Faculty Create Vitality in Life of Honors Community

Honors faculty recognized
Faculty Achievements: Watts, Theoharis, Thompson and Burak
(clockwise, left to right)

The Honors program takes proud pause to recognize the endless vitality and energy of its faculty. The spring semester was packed with an abundance of faculty achievements and adventures involving Patricia Burak, George Theoharis, Jim Watts, Margaret Thompson, and Gareth Fisher.

Patricia Burak, part-time instructor of Russian literature in the College of Arts and Sciences and faculty/staff advisor to the Ukrainian Student Association, received the Chancellor’s Forever Orange Award, which is conferred on individual students, faculty or staff who–by virtue of extraordinary hard work, good values and commitment to excellence–embody the best of Syracuse University.

Honors Core Faculty George Theoharis is co-editor with Rebecca Lowenhaupt of the recently published book, Parenting in the Pandemic: The collision of school, work, and life at home, published by Information Age Press, Scottsdale, AZ. The edited volume consists of first-person essays written by education professors from around the country as they navigated parenting school aged children when school was taking place largely at home. The collection includes contributions by six Syracuse University education faculty and two Syracuse University alums.

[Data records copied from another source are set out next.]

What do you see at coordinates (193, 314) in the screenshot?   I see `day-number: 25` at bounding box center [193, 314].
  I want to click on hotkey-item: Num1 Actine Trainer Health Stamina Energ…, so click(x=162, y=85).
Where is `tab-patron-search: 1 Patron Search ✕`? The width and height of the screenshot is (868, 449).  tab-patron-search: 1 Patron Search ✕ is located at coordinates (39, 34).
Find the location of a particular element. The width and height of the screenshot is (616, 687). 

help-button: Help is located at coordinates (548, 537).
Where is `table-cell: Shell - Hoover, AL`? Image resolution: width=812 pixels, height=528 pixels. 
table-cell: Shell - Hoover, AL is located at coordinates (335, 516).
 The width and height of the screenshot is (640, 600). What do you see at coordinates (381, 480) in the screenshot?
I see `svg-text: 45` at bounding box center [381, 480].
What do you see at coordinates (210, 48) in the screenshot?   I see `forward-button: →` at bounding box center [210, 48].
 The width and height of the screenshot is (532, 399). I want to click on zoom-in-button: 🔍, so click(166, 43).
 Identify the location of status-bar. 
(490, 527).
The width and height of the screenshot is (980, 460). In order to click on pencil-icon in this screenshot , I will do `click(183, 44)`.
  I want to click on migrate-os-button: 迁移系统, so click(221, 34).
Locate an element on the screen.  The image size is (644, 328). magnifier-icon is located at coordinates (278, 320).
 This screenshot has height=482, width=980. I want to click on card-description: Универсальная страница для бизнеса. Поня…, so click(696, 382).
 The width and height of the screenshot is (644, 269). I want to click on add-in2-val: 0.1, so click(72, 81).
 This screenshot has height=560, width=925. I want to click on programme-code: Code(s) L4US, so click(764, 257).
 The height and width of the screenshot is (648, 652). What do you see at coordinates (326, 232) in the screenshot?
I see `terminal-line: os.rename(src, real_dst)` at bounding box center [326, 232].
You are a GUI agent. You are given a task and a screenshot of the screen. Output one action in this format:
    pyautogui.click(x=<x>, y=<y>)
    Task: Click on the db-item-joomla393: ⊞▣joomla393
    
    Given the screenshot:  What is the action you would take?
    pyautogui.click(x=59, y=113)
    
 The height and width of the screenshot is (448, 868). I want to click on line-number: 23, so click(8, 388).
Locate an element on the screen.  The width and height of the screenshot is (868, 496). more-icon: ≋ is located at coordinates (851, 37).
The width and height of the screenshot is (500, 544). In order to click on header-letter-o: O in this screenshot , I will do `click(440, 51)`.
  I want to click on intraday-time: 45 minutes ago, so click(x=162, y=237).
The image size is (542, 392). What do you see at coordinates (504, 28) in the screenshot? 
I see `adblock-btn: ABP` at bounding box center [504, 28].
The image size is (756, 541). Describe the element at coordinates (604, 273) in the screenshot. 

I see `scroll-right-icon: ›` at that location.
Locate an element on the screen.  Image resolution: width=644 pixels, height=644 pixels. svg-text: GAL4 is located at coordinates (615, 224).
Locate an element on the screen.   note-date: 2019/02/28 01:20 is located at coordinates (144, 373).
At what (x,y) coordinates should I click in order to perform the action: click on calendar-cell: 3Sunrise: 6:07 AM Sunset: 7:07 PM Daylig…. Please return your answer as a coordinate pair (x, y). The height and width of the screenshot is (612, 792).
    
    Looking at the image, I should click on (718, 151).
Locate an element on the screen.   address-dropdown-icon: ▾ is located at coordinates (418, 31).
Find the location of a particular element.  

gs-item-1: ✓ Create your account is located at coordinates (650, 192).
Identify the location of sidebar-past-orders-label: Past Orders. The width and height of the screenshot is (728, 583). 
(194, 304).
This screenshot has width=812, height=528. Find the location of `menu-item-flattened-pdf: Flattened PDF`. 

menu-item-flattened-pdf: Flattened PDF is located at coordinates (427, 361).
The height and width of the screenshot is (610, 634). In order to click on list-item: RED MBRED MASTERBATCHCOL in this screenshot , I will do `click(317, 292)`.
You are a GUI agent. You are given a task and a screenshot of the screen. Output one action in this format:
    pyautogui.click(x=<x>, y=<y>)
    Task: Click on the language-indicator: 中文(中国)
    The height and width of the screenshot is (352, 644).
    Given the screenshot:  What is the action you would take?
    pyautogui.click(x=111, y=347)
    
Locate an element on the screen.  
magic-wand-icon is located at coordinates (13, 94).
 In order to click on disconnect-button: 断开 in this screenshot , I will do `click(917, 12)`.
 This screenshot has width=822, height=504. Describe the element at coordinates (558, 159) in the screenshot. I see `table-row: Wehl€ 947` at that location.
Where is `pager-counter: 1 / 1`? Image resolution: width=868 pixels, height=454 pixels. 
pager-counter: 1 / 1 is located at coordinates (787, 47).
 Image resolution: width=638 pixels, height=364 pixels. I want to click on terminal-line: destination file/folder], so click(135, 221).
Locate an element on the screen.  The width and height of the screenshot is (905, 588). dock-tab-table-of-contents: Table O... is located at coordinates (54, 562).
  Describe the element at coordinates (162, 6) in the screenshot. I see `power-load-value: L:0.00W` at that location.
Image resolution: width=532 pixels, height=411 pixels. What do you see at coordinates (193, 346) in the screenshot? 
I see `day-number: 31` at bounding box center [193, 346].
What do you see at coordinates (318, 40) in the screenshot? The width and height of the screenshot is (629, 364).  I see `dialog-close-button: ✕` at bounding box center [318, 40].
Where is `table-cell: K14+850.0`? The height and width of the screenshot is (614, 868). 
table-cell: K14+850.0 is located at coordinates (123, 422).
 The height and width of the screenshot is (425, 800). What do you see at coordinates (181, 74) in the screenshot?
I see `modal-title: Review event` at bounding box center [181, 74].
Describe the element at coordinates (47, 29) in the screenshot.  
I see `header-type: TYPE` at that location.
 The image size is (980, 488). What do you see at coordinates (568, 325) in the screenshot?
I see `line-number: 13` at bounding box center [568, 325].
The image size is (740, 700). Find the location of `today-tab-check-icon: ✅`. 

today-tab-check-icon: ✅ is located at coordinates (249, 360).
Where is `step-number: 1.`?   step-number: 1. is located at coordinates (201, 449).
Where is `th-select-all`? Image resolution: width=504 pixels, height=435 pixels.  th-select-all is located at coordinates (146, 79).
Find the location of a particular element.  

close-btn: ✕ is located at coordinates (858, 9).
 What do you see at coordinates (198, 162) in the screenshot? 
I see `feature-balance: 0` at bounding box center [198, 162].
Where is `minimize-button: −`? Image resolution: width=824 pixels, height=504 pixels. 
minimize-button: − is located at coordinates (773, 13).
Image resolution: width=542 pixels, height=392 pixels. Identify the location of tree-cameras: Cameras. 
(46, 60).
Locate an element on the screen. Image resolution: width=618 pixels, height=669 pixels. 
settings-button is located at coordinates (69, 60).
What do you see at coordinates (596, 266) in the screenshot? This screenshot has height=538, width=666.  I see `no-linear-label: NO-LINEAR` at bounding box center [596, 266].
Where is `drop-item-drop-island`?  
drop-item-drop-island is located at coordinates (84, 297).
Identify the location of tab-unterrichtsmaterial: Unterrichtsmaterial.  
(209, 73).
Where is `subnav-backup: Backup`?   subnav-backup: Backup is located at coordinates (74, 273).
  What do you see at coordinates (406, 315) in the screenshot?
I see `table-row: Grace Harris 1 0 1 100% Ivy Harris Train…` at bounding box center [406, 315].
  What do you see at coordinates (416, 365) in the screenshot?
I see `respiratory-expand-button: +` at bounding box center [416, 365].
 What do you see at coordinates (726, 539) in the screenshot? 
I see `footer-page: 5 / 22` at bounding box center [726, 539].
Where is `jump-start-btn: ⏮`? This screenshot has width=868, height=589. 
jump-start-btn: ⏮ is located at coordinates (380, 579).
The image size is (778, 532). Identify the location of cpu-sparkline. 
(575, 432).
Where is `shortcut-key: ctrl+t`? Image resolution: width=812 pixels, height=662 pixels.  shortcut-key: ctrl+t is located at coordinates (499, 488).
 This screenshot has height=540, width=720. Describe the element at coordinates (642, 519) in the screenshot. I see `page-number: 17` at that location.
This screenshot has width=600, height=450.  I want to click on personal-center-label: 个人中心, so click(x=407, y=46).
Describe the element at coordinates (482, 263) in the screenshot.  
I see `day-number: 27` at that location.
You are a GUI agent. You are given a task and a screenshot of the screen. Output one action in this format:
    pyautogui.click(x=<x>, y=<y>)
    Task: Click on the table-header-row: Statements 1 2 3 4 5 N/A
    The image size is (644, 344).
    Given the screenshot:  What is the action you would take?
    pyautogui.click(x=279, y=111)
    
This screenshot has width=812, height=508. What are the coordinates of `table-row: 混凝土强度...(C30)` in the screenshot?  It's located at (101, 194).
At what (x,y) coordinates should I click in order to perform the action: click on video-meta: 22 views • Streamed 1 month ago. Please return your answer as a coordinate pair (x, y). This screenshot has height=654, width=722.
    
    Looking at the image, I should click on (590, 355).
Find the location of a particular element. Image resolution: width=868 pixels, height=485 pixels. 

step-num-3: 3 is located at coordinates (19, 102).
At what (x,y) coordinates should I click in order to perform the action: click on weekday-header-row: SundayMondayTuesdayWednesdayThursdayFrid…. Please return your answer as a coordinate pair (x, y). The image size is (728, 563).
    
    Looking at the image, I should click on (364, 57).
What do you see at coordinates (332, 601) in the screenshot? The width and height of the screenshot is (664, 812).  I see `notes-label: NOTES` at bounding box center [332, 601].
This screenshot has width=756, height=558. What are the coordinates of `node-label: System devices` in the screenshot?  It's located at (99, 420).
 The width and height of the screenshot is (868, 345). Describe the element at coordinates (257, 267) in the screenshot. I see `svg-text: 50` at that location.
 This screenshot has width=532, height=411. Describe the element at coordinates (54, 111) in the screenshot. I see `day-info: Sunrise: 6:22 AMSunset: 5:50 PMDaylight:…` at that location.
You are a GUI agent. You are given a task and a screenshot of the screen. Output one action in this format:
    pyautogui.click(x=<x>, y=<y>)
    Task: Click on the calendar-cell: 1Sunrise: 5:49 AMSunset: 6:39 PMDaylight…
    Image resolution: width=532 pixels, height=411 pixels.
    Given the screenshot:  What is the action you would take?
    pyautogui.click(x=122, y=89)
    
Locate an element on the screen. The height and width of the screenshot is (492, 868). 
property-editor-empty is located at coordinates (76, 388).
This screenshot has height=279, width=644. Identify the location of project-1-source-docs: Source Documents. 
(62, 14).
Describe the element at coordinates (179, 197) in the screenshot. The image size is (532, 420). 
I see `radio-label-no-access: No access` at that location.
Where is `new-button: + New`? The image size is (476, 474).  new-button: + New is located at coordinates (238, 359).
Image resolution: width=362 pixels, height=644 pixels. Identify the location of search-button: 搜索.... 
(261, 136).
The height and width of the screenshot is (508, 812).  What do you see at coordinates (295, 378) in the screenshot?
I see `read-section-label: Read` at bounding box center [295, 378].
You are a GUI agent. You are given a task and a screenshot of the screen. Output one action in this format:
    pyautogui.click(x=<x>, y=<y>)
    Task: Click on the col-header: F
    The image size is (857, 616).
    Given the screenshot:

More information about the book is available here.

Professor Jim Watts and students in the Honors class Writing, Scripture Law visited the Metropolitan Museum of Art (MET) in New York City in early April. Students have been studying the invention of ancient writing systems and the use of normative written texts in the history of economic administration, religion, and law. In New York, they investigated the interaction between writing and art in the museum’s collections from ancient Egypt, Mesopotamia, Greece, and Rome.  

Honors students in Prof. Margaret Thompson’s spring HNR 360 White Nationalism/Right Populism in Modern America class read the book, Rising out of Hatred by Eli Saslow and had a chance to speak with the author. Saslow, Syracuse University Class of 2004, is a Pulitzer Prize-winning reporter for the Washington Post. His book, Rising Out of Hatred: The Awakening of a Former White Nationalist (Doubleday, 2018), is being made into a mini-series by HBO. His most recent book is Voices From the Pandemic: Americans Tell Their Stories of Crisis, Courage, and Resiliance (Doubleday, 2021). He lives in Portland, Oregon, with his wife and three children. Liste in on the class’s spirited exchange with Saslow here.